# RECORDS SUPPLIED:
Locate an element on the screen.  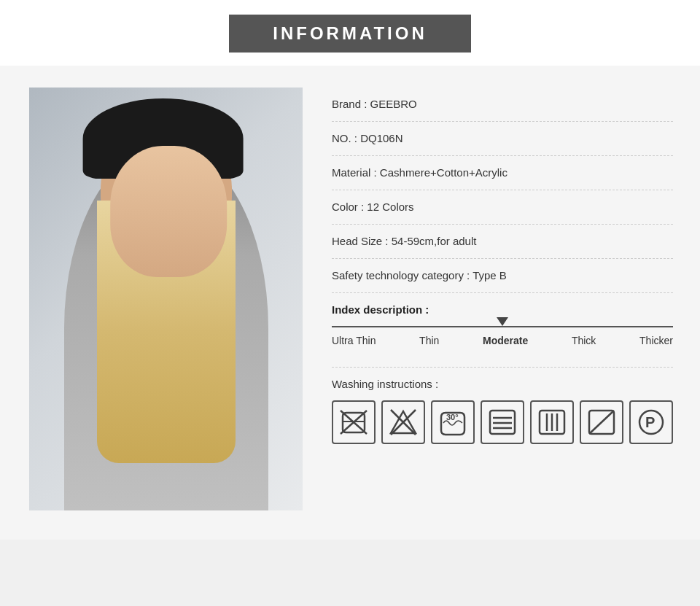
index-line is located at coordinates (502, 327).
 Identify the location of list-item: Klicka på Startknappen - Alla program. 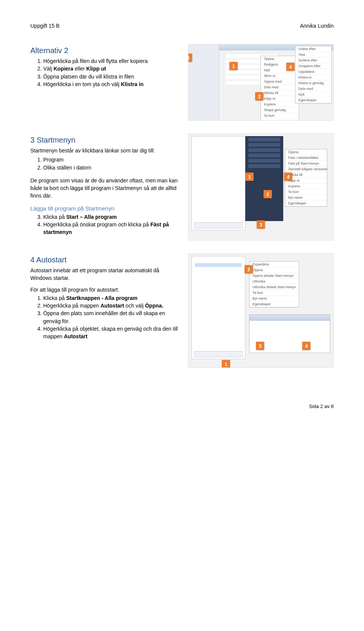
(113, 298).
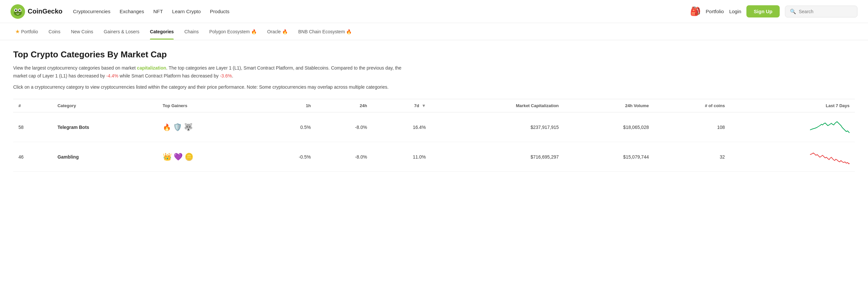 This screenshot has height=300, width=868. What do you see at coordinates (33, 106) in the screenshot?
I see `col-rank: #` at bounding box center [33, 106].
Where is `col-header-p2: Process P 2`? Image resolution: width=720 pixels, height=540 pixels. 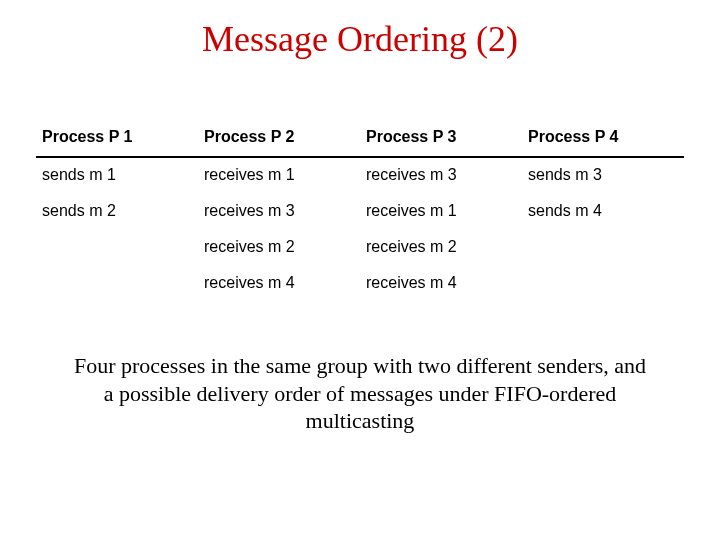 col-header-p2: Process P 2 is located at coordinates (279, 138).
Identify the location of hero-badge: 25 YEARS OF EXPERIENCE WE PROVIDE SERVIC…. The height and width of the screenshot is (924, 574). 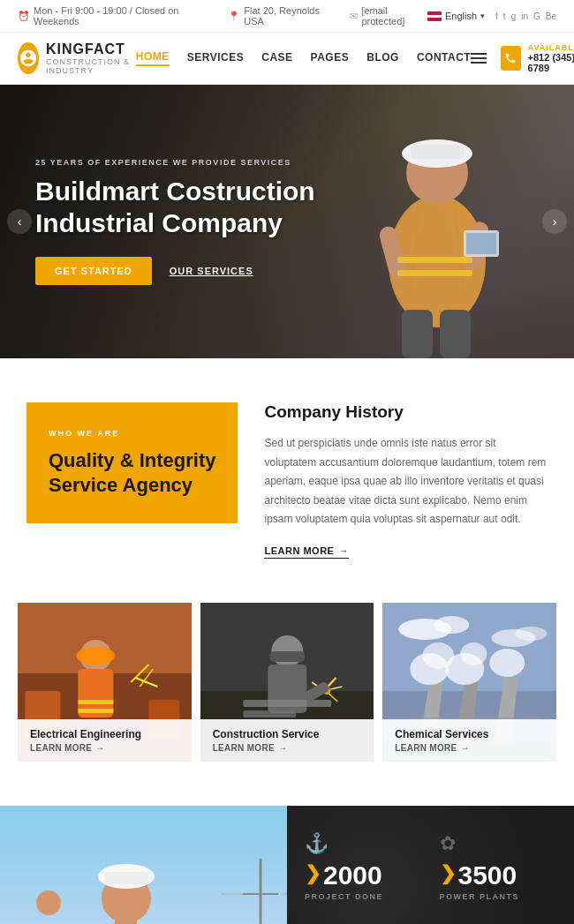
(175, 162).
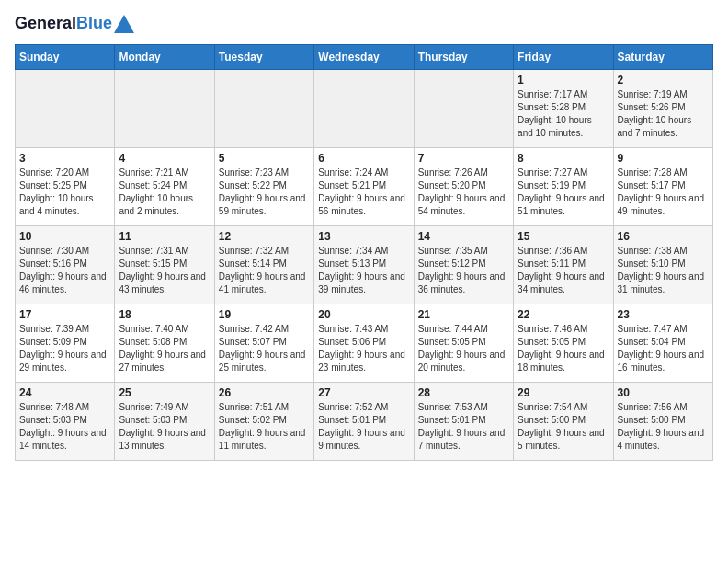 Image resolution: width=728 pixels, height=563 pixels. Describe the element at coordinates (463, 421) in the screenshot. I see `calendar-cell: 28Sunrise: 7:53 AM Sunset: 5:01 PM Dayli…` at that location.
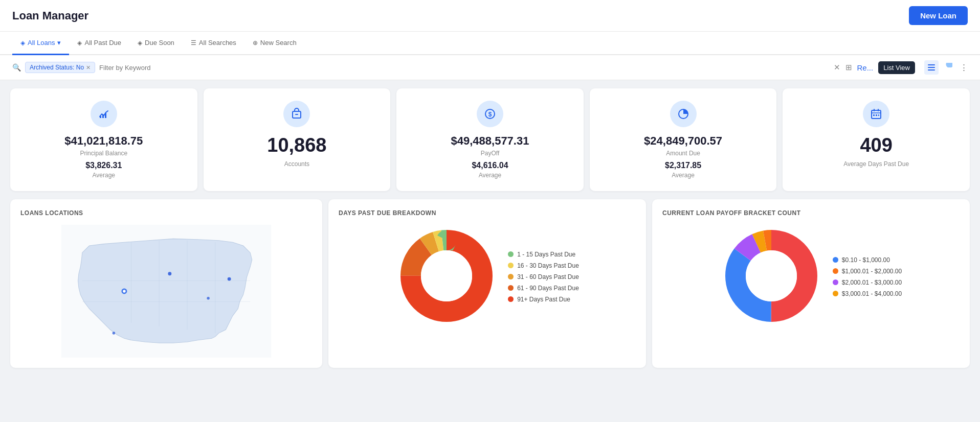 The width and height of the screenshot is (980, 422). I want to click on avg-days-label: Average Days Past Due, so click(876, 164).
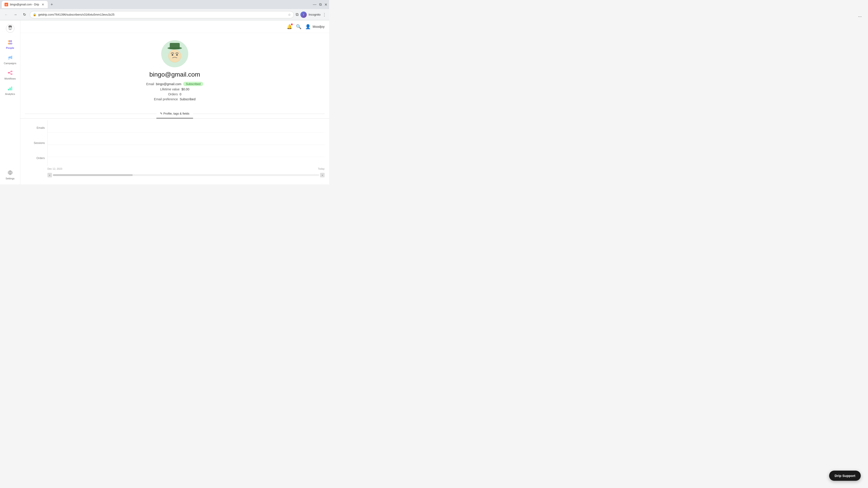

# YOUR GOAL:
Leave out each picture and extract the lines from the one containing "Identify the location of hero-badge: 25" through the end of the records above, inclusive, exactly as they stand.

# RESPONSE BOX:
Identify the location of hero-badge: 25 YEARS OF EXPERIENCE WE PROVIDE SERVIC…. The height and width of the screenshot is (924, 574). 
(175, 162).
 Image resolution: width=728 pixels, height=563 pixels. Describe the element at coordinates (463, 421) in the screenshot. I see `calendar-cell: 28Sunrise: 7:53 AM Sunset: 5:01 PM Dayli…` at that location.
 The width and height of the screenshot is (980, 422). I want to click on avg-days-label: Average Days Past Due, so click(876, 164).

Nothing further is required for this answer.